“Curiosity,” I muttered. “That’s all this is. A controlled experiment.”
I turned my back on the tracks.

As I climbed the station stairs, I told myself I’d feel stupid in half an hour. That I’d call Daniel, tell him something came up, and fall asleep in my own bed, annoyed at myself for being influenced by a stranger’s cold hands and intense eyes.
Instead, at 7:12 p.m., I was standing in my bedroom closet, breathing in the smell of old winter coats and leather boots and cedarwood, feeling my heart pound against my ribs like it was trying to break out.
It was darker than I expected. I left the closet door cracked open just enough to see a slice of my bedroom: the edge of my bedspread, the corner of my dresser, the soft glow of the lamp I’d left on.
I felt ridiculous.
I also felt…uneasy.
“What exactly are you hiding from, Alina?” I whispered to myself, fingers tracing the seam of a wool coat. “Faulty wiring? Bad luck? A fictional train derailment?”
The apartment was silent. The kind of quiet that belongs to spaces you’ve left in a hurry. I could see the coffee mug I’d abandoned on the bedside table, a ring of brown cooling at the bottom. My laptop sat open on the desk, an unfinished spreadsheet frozen mid-calculation.
I almost stepped out.
Almost.
Then I heard my front door unlock.
The sound was unmistakable: the metallic click, the soft push, the muted creak of hinges. My body went rigid, my hand tightening around a hanger until my knuckles ached.
I wasn’t supposed to be home.
Daniel had a key. “For emergencies,” he’d said two years ago, when things were still soft and easy and uncomplicated. I had handed it to him with a smile, feeling adult and trusting. That had been before wedding planners and joint accounts and subtle criticisms disguised as concern.
“Maybe he decided to surprise you,” a hopeful, pathetic little voice offered.
If so, why wasn’t he calling my name?
“Alina?” he should have said from the hallway. “You here, babe?”
Silence.
Then his voice, casual and unhurried, drifted down the short corridor from the entryway. Not calling out. Just speaking.
“I told you she’d be on that train.”
Another voice answered. A woman’s. Light, amused. The click of high heels on hardwood backed her up.
“You’re sure she suspects nothing?” she asked, a smile audible in every syllable.
The air in the closet shifted, pressing against my skin.

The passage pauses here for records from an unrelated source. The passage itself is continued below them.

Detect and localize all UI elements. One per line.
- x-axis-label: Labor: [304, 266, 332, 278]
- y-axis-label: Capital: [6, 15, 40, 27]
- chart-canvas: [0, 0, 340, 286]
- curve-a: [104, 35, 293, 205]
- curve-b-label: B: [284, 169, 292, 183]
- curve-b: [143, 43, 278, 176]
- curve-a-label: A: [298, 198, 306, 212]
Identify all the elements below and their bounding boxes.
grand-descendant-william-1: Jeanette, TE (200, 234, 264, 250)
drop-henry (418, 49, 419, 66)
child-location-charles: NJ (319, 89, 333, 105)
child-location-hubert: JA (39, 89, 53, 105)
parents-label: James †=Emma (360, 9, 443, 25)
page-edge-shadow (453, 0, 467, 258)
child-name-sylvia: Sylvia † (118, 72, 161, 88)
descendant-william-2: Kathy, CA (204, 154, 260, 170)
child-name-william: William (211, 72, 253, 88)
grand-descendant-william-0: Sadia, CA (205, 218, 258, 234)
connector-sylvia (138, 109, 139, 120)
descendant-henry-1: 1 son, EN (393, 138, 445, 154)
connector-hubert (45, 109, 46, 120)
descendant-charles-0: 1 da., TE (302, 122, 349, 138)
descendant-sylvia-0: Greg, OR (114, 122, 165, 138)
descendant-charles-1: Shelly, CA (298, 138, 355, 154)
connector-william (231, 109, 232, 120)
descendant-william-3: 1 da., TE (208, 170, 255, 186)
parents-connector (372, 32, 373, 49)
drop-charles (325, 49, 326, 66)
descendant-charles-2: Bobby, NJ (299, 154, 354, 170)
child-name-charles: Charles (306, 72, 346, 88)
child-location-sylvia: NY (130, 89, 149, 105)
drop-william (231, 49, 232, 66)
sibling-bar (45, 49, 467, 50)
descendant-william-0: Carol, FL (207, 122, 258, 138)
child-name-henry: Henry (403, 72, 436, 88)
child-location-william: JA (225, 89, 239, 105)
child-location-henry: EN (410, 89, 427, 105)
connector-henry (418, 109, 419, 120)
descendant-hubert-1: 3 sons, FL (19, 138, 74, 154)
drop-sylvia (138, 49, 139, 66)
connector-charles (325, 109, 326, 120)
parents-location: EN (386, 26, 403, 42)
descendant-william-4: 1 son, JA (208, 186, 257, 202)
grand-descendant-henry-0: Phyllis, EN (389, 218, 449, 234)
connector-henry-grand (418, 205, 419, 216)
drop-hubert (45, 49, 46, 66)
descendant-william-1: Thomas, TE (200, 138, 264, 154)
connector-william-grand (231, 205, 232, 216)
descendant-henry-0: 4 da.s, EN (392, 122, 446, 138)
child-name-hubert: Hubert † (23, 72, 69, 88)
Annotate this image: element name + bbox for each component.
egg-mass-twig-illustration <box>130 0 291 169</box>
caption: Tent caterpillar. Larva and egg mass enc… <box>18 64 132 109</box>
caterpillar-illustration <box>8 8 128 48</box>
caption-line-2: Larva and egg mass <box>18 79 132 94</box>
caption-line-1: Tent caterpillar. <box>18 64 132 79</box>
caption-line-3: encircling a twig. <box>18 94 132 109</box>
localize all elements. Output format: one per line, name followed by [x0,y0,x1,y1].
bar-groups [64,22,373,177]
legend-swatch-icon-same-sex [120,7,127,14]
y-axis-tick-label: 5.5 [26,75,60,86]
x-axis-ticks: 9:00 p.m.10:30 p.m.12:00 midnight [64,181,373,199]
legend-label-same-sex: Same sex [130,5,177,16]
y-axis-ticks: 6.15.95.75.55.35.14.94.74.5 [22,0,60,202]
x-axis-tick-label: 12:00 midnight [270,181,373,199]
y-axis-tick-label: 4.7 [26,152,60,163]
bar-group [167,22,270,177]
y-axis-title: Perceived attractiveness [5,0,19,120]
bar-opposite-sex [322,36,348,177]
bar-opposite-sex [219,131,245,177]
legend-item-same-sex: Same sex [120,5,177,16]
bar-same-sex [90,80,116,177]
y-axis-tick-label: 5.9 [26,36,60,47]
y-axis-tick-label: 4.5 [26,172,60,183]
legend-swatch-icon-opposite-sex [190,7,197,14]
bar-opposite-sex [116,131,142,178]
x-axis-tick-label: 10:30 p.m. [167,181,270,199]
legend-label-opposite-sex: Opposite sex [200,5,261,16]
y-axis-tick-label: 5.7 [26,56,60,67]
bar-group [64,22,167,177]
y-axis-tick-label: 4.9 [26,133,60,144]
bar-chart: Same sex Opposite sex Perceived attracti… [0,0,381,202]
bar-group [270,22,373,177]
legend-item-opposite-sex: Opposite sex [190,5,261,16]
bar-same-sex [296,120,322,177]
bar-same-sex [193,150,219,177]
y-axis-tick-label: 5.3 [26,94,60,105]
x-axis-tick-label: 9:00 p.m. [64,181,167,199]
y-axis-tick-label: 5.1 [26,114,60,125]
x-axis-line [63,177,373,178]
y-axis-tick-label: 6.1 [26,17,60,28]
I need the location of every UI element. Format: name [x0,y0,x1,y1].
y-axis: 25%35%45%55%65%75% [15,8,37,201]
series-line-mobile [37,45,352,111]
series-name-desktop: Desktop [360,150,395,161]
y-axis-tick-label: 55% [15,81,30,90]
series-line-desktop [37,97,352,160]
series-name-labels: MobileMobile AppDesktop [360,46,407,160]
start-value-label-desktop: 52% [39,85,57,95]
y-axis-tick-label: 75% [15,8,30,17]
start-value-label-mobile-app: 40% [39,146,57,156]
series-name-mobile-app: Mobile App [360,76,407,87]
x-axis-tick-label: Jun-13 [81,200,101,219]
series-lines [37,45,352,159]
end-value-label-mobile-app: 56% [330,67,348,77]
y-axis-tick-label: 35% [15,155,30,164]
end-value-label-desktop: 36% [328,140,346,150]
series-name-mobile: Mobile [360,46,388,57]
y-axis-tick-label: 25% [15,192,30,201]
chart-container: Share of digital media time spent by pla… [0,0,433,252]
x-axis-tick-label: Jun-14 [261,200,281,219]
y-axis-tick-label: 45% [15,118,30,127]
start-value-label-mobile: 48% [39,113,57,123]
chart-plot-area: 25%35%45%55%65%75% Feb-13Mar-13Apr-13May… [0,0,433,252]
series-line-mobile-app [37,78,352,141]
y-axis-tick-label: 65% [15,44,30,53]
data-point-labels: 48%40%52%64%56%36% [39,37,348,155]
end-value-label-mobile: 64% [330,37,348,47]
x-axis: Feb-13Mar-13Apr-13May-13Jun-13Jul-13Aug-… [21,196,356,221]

My stomach folded in on itself.
For months, things had been off.
Not dramatically. There were no screaming matches, no dishes shattered against walls. That would have been easier to understand, maybe even easier to fight.
Instead, there had been…. erosion.
Little comments about my clothes. “You’re wearing that to dinner?”
Questions about my work habits. “You’re staying late again? You know, my mom says a wife should be home for dinner.”
Comments about my friends. “Nina’s still single, right? She doesn’t really get what it’s like to be engaged. Maybe you shouldn’t take her advice so seriously.”
Then there were the passwords—the way he angled his phone away when messages came in, the irritation if I so much as glanced toward his screen.
“You’re being paranoid,” he’d said when I told him it bothered me. “I’m planning the proposal video with my friend, you’re ruining the surprise. God, why do you always assume the worst?”
Wedding stress, he called it. He said people got weird before big life changes.
I believed him because believing him was easier than believing myself.
Because in my work, I saw patterns and red flags and anomalies clearly. But in love, I had a blind spot the size of a city.